Microplastics Are Getting Into the Human Brain

NonToxCo Research

NonToxCo Research

Science & Safety Team · 5/5/2026

Microplastics have been found in human blood, lungs, placenta, and colon. Now a 2026 review in Molecular Neurobiology presents evidence that micro- and nanoplastics (MNPs) can also accumulate in the human brain. Once there, they disrupt synaptic function, trigger neuroinflammation, and may contribute to Alzheimer's, Parkinson's, and other neurological diseases.

How Plastics Get Into the Brain

Researchers from the University of Manitoba synthesized global evidence on MNP brain accumulation. The pathways are multiple: the blood-brain barrier, the olfactory route (through the nose), and cerebrospinal fluid pathways. Nanoplastics are small enough to cross these barriers, especially when the barriers are already compromised by age, inflammation, or other factors.

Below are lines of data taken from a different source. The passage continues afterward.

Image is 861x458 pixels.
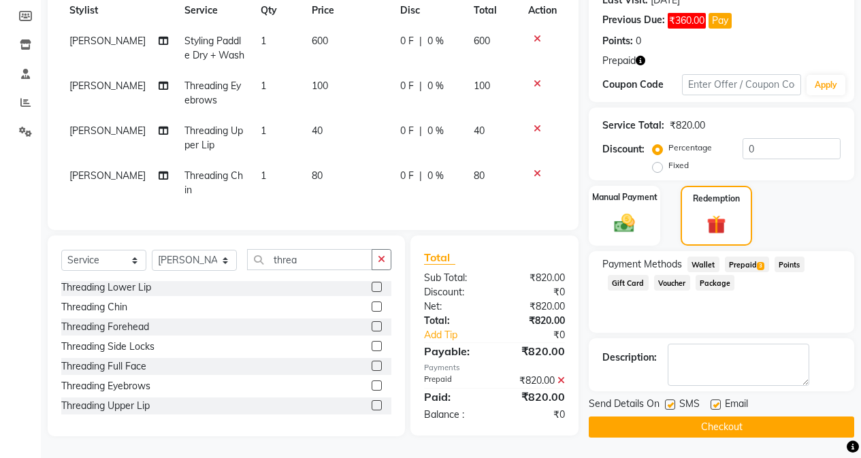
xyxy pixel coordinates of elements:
[679,397,699,414] span: SMS
[695,275,735,291] span: Package
[474,125,484,137] span: 40
[184,35,244,61] span: Styling Paddle Dry + Wash
[668,159,689,171] label: Fixed
[602,350,657,365] div: Description:
[774,257,804,272] span: Points
[61,379,150,393] div: Threading Eyebrows
[419,124,422,138] span: |
[261,169,266,182] span: 1
[494,314,575,328] div: ₹820.00
[670,118,705,133] div: ₹820.00
[725,397,748,414] span: Email
[400,124,414,138] span: 0 F
[608,275,648,291] span: Gift Card
[508,328,575,342] div: ₹0
[494,389,575,405] div: ₹820.00
[602,13,665,29] div: Previous Due:
[261,80,266,92] span: 1
[682,74,801,95] input: Enter Offer / Coupon Code
[414,374,495,388] div: Prepaid
[668,142,712,154] label: Percentage
[592,191,657,203] label: Manual Payment
[608,212,641,235] img: _cash.svg
[602,257,682,271] span: Payment Methods
[69,125,146,137] span: [PERSON_NAME]
[414,328,508,342] a: Add Tip
[312,169,323,182] span: 80
[400,34,414,48] span: 0 F
[184,125,243,151] span: Threading Upper Lip
[602,54,636,68] span: Prepaid
[602,142,644,157] div: Discount:
[312,80,328,92] span: 100
[636,34,641,48] div: 0
[668,13,706,29] span: ₹360.00
[312,125,323,137] span: 40
[427,124,444,138] span: 0 %
[701,213,732,237] img: _gift.svg
[602,34,633,48] div: Points:
[69,35,146,47] span: [PERSON_NAME]
[414,314,495,328] div: Total:
[687,257,719,272] span: Wallet
[61,340,154,354] div: Threading Side Locks
[69,169,146,182] span: [PERSON_NAME]
[494,299,575,314] div: ₹820.00
[247,249,372,270] input: Search or Scan
[757,262,764,270] span: 3
[61,399,150,413] div: Threading Upper Lip
[589,397,659,414] span: Send Details On
[400,169,414,183] span: 0 F
[427,169,444,183] span: 0 %
[414,343,495,359] div: Payable:
[61,300,127,314] div: Threading Chin
[494,343,575,359] div: ₹820.00
[589,416,854,438] button: Checkout
[494,271,575,285] div: ₹820.00
[494,408,575,422] div: ₹0
[474,169,484,182] span: 80
[419,79,422,93] span: |
[725,257,769,272] span: Prepaid
[400,79,414,93] span: 0 F
[61,280,151,295] div: Threading Lower Lip
[61,320,149,334] div: Threading Forehead
[261,35,266,47] span: 1
[419,34,422,48] span: |
[414,389,495,405] div: Paid:
[693,193,740,205] label: Redemption
[261,125,266,137] span: 1
[427,34,444,48] span: 0 %
[602,118,664,133] div: Service Total:
[414,271,495,285] div: Sub Total:
[424,362,565,374] div: Payments
[414,285,495,299] div: Discount:
[419,169,422,183] span: |
[312,35,328,47] span: 600
[61,359,146,374] div: Threading Full Face
[494,285,575,299] div: ₹0
[806,75,845,95] button: Apply
[414,408,495,422] div: Balance :
[184,80,241,106] span: Threading Eyebrows
[602,78,682,92] div: Coupon Code
[69,80,146,92] span: [PERSON_NAME]
[474,80,490,92] span: 100
[427,79,444,93] span: 0 %
[708,13,731,29] button: Pay
[184,169,243,196] span: Threading Chin
[414,299,495,314] div: Net:
[494,374,575,388] div: ₹820.00
[654,275,690,291] span: Voucher
[424,250,455,265] span: Total
[474,35,490,47] span: 600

Once in neural tissue, MNPs disrupt synaptic transmission, mitochondrial function, and autophagy. They activate neuroinflammatory pathways and gut-brain axis signaling. These mechanisms overlap with processes implicated in stroke, Alzheimer's disease, Parkinson's disease, ALS, mood disorders, and neurodevelopmental conditions. The global rise in these diseases coincides with decades of plastic production growth.

The Daily Plastic Problem

You ingest microplastics from food stored or heated in plastic containers. You inhale them from synthetic fabrics and plastic packaging. You drink them in bottled water. The average person ingests tens of thousands of plastic particles per year, and that number rises with plastic use.

Reducing plastic contact with food is the most direct action. Stop heating food in plastic. Replace plastic containers with glass or stainless steel. Drink from glass or stainless steel water bottles instead of plastic. Browse non-toxic kitchen alternatives that remove plastic from daily food contact.